ReplyDeleteApple does a pretty good job of making computer upgrades fairly simple with their computer’s “Time Machine” backup and restore capability and “migration assistant”. It quite literally makes your computer like a Cylon ! When the old one dies, it’s just reborn with upgraded hardware / software. if migration assistant gives you static, @pple support can sort it out. It not only preserves your files, but the permissions, change date, profiles, printer and network connections. it’s pretty well thought out.
if you have important files that you can’t afford to lose, a network drive with RAID 5 or RAID 1/0 is a good choice. You can migrate data to the network addressable storage (NAS for short) and even if your computer suddenly departs the earthly realm in a smoking heap, you still have your data. RAID disk arrays give you “fault tolerance”. You lose a disk, you replace the disk, rather than lose your data too. Hard drives have a relatively short life expectancy, about 3-5 years. Anything more than 3 years is a gift. I’ve had them last years longer, but this is borrowed time. I’ve yet to kill an SSD, but they too do eventually fail.
I personally do not like losing data, so my strategy is: 1) nightly full hard disk clone to a bootable device. 2) hourly @pple time machine backups to 2x 6TB NAS. This is faster than mirroring or replicating the backup to the 2nd device and easier from a computer management perspective. This puts my important data in 4 places.
I can still remember that sinking feeling the day my first computer died.
This is some good info. Now I just need to be able to digest it, understand it, and act on it.
DeleteClonezilla. Learn it, love it, it's free
ReplyDeleteAnd common sense, don't forget that! :-) They knew the old school, elegant ways of doing the math too!
ReplyDeleteAnd common sense, don't forget that! :-) They knew the old school, elegant ways of doing the math too!
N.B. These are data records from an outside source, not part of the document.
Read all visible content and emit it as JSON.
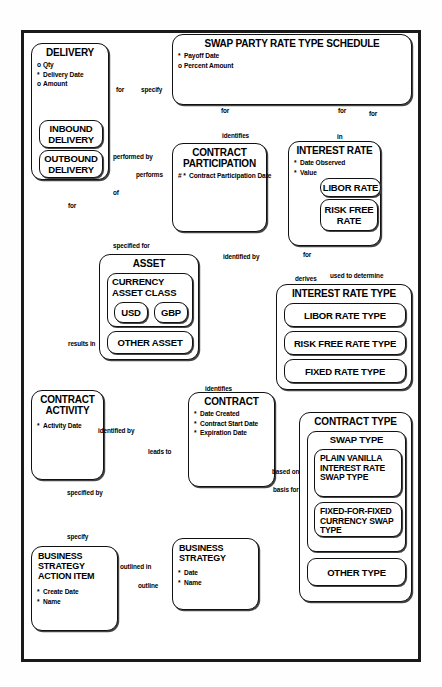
{
  "diagram": {
    "notation": "barker-erd",
    "frame_border_color": "#1a1a1a",
    "background_color": "#ffffff",
    "entity_border_color": "#111111"
  },
  "entities": {
    "delivery": {
      "name": "DELIVERY",
      "attributes": [
        {
          "mark": "o",
          "label": "Qty"
        },
        {
          "mark": "*",
          "label": "Delivery Date"
        },
        {
          "mark": "o",
          "label": "Amount"
        }
      ],
      "subtypes": [
        {
          "name": "INBOUND DELIVERY"
        },
        {
          "name": "OUTBOUND DELIVERY"
        }
      ]
    },
    "swap_party_rate_type_schedule": {
      "name": "SWAP PARTY RATE TYPE SCHEDULE",
      "attributes": [
        {
          "mark": "*",
          "label": "Payoff Date"
        },
        {
          "mark": "o",
          "label": "Percent Amount"
        }
      ]
    },
    "contract_participation": {
      "name": "CONTRACT PARTICIPATION",
      "attributes": [
        {
          "mark": "# *",
          "label": "Contract Participation Date"
        }
      ]
    },
    "interest_rate": {
      "name": "INTEREST RATE",
      "attributes": [
        {
          "mark": "*",
          "label": "Date Observed"
        },
        {
          "mark": "*",
          "label": "Value"
        }
      ],
      "subtypes": [
        {
          "name": "LIBOR RATE"
        },
        {
          "name": "RISK FREE RATE"
        }
      ]
    },
    "asset": {
      "name": "ASSET",
      "subtypes": [
        {
          "name": "CURRENCY ASSET CLASS",
          "subtypes": [
            {
              "name": "USD"
            },
            {
              "name": "GBP"
            }
          ]
        },
        {
          "name": "OTHER ASSET"
        }
      ]
    },
    "interest_rate_type": {
      "name": "INTEREST RATE TYPE",
      "subtypes": [
        {
          "name": "LIBOR RATE TYPE"
        },
        {
          "name": "RISK FREE RATE TYPE"
        },
        {
          "name": "FIXED RATE TYPE"
        }
      ]
    },
    "contract_activity": {
      "name": "CONTRACT ACTIVITY",
      "attributes": [
        {
          "mark": "*",
          "label": "Activity Date"
        }
      ]
    },
    "contract": {
      "name": "CONTRACT",
      "attributes": [
        {
          "mark": "*",
          "label": "Date Created"
        },
        {
          "mark": "*",
          "label": "Contract Start Date"
        },
        {
          "mark": "*",
          "label": "Expiration Date"
        }
      ]
    },
    "contract_type": {
      "name": "CONTRACT TYPE",
      "subtypes": [
        {
          "name": "SWAP TYPE",
          "subtypes": [
            {
              "name": "PLAIN VANILLA INTEREST RATE SWAP TYPE"
            },
            {
              "name": "FIXED-FOR-FIXED CURRENCY SWAP TYPE"
            }
          ]
        },
        {
          "name": "OTHER TYPE"
        }
      ]
    },
    "business_strategy_action_item": {
      "name": "BUSINESS STRATEGY ACTION ITEM",
      "attributes": [
        {
          "mark": "*",
          "label": "Create Date"
        },
        {
          "mark": "*",
          "label": "Name"
        }
      ]
    },
    "business_strategy": {
      "name": "BUSINESS STRATEGY",
      "attributes": [
        {
          "mark": "*",
          "label": "Date"
        },
        {
          "mark": "*",
          "label": "Name"
        }
      ]
    }
  },
  "relationship_labels": {
    "delivery_for": "for",
    "schedule_specify": "specify",
    "delivery_performed_by": "performed by",
    "participation_performs": "performs",
    "schedule_for_participation": "for",
    "schedule_for_interest_rate": "for",
    "schedule_for_rate_type": "for",
    "participation_identifies": "identifies",
    "interest_rate_in": "in",
    "delivery_of": "of",
    "asset_specified_for": "specified for",
    "delivery_for_activity": "for",
    "activity_results_in": "results in",
    "asset_identified_by": "identified by",
    "contract_identifies": "identifies",
    "activity_identified_by": "identified by",
    "contract_leads_to": "leads to",
    "interest_rate_for": "for",
    "rate_type_derives": "derives",
    "rate_type_used_to_determine": "used to determine",
    "contract_based_on": "based on",
    "contract_type_basis_for": "basis for",
    "activity_specified_by": "specified by",
    "action_item_specify": "specify",
    "action_item_outlined_in": "outlined in",
    "strategy_outline": "outline"
  }
}
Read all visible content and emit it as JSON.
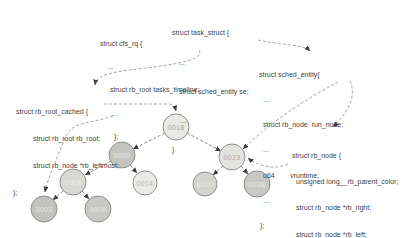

ReplyDeleteI enjoy having a computer on my desk that is valued at about 1.5 million dollars (in 1988 money, that is, when we were paying $500 for a meg of RAM and $1,000 for a one GIG HD)
ReplyDeleteHeh. As I was telling a nephew last week, I once spent two full (pre-tax) paychecks on a 40 MB hard drive for my first PC (a Columbia transportable). How would I EVER fill up 40 MB?
DeleteI thought I was in heaven with my 20 MB hardcard. No more switching 5.25" floppies in and out of the dual drives. I still have those floppies somewhere.
Deleteit's not the cost of the computer but the cost of all of the software that you have to update. I still have a Tandy 1000 in the box with the memory up grade.